Q: Why Balanchine?
A: Balanchine is heavily rooted in my background. I danced for New York City Ballet for a long time. Plus growing up in Denmark they actually performed a lot of Balanchine’s work. I continue to do a Balanchine program each year because, in my opinion, he is the number one choreographer that we have ever seen in ballet. There is no one like him; no one is as diverse as him and I don’t think there ever will be. That’s reason enough. It is a teaching tool for dancers. I watch them really grow when they dance his ballets. You continuously find something new each time you dance them. He is classical in the truest sense. He will never be out of style. He is timeless.
Q: What was it like working under Balanchine?
A: He was not a man of many words. He said very little, but he would correct. And if you were receptive, you knew what he meant. I only had the opportunity to work with him in the last years of his life. He may have been different at that time in his life than in his younger years. Once you dance a few of his ballets, they teach you everything you need to know. You learn how he works with the music, and how everything you do relates to the music in a certain way. Eventually just listening to the music tells you exactly how to do it. Other choreographers are very specific, but he has a wide margin of how you could perform them and it’s up to you to bring that out in a more chiseled way.
Q: The Balanchine Trust has strict standards as to who can stage Balanchine’s ballets, and we are fortunate to have you as one of their repetiteurs.
A: I danced for the company and when I retired in 1990, I started to stage some of his ballets as a Ballet Master. I guess I did a pretty good job (ha!). I have staged La Sonnambula, Stravinsky Violin Concerto and Allegro Brillante before, so I am able to do all of them again. I’m very critical and I don’t allow them to be performed if they do not look right. It is very time consuming to stage a ballet for the first time. Writing down all of the steps and the counts could take up to six weeks just to learn it from scratch. We watch videos but they only tell you so much initially. The earliest dated videos are the best because they are closer to the source and better reflect his intent.
Q: Tell us about one of your favorite Balanchine ballets.
A: Apollo premiered in 1928 when Balanchine was just 24 years old. Apollo is one of the earliest ballets that is still being performed. Balanchine actually taught it to me himself and it was one of the ballets I performed the most often. In my opinion, if you chose the 10 best ballets ever, Apollo would be very high on that list. It’s an unbelievable work. For a male dancer, Apollo takes you to the highest level of performance that you can experience. The score was commissioned by Stravinsky, although I don’t think they worked on it as much together as they did later in life. It was actually one of Balanchine’s first major collaborations with Stravinsky. In Balanchine’s 300+ ballets that he created, this one truly stands out. It is unlike any other. It is extremely angular in style. When you see Apollo, it is so striking and structural. There are so many images that stay with you from the way it is constructed. It is about art. It is about one million things. I think it is what art can do when it’s at the highest level.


### TASK GOAL
From the data below, tally each line that has "item" in it, then give that tally without comment.

### EXCERPTED RECORDS
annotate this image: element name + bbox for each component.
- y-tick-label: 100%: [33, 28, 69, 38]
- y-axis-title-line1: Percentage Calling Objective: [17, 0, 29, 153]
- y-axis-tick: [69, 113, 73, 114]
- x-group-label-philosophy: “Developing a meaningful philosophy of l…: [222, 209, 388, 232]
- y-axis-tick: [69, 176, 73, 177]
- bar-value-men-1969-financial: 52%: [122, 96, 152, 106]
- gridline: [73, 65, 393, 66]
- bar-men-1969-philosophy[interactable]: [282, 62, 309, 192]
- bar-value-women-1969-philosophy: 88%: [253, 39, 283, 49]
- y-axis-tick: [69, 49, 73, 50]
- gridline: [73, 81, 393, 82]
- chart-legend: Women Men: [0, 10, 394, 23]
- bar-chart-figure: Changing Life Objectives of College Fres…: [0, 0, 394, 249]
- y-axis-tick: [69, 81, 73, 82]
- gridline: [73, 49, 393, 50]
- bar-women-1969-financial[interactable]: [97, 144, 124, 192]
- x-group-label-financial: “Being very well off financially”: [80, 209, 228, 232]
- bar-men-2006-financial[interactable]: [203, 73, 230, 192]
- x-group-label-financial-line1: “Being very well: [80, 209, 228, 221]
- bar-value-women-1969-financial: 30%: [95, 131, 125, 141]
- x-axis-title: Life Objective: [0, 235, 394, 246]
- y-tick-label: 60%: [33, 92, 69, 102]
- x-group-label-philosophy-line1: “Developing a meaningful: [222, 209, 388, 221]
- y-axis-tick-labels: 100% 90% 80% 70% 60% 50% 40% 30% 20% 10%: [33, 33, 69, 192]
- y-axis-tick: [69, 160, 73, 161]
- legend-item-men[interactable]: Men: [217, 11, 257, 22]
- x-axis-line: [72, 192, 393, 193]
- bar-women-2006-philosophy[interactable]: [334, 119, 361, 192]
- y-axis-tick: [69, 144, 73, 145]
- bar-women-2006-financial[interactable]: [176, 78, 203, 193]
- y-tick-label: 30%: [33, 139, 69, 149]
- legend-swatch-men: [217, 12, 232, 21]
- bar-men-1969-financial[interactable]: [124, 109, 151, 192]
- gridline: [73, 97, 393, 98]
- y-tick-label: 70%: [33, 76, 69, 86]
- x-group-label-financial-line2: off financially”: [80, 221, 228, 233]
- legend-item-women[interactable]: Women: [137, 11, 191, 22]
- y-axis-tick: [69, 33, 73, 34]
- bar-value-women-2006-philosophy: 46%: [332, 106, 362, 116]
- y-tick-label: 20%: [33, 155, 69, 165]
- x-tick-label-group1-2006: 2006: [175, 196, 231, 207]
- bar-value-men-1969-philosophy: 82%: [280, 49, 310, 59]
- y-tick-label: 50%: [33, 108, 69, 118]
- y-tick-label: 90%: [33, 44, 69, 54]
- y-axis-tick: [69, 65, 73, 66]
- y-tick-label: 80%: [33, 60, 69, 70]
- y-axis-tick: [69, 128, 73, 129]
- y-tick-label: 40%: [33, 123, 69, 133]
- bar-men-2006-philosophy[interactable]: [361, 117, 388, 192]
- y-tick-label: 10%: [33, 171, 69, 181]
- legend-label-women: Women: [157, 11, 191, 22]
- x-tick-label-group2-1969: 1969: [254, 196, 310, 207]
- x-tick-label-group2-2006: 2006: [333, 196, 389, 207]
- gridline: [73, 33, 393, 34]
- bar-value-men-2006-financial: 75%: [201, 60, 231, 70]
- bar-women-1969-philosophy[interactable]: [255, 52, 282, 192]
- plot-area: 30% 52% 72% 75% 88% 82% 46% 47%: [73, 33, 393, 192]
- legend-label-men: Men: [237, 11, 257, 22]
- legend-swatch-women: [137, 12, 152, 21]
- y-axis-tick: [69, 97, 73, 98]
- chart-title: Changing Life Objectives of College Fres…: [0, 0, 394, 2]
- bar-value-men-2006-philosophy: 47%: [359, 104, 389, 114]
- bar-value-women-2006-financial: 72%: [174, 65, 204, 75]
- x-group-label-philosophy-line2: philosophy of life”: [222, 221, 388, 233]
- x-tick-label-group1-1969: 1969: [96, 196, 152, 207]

* * *

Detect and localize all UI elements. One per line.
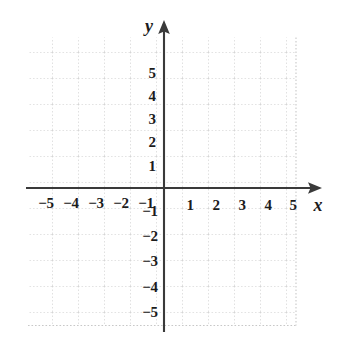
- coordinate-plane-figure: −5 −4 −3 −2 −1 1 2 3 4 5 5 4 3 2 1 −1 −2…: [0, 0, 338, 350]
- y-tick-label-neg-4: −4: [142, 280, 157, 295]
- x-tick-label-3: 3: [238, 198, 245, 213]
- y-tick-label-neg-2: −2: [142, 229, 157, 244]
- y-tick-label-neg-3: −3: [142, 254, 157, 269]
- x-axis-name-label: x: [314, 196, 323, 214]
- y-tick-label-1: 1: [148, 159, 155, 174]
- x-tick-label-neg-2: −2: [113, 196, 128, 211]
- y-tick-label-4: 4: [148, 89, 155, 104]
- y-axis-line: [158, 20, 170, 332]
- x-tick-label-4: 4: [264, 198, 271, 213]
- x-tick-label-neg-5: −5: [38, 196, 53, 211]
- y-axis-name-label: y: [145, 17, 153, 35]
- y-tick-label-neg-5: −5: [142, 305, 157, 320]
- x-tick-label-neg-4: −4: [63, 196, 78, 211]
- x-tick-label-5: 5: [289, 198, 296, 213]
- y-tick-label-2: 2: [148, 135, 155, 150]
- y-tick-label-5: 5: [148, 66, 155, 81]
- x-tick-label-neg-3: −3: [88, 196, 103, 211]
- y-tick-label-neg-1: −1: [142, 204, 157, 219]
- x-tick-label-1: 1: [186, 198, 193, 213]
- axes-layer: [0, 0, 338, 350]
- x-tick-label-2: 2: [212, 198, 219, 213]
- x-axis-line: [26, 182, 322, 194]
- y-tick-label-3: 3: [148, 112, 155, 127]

### REPLY TO THE TASK
2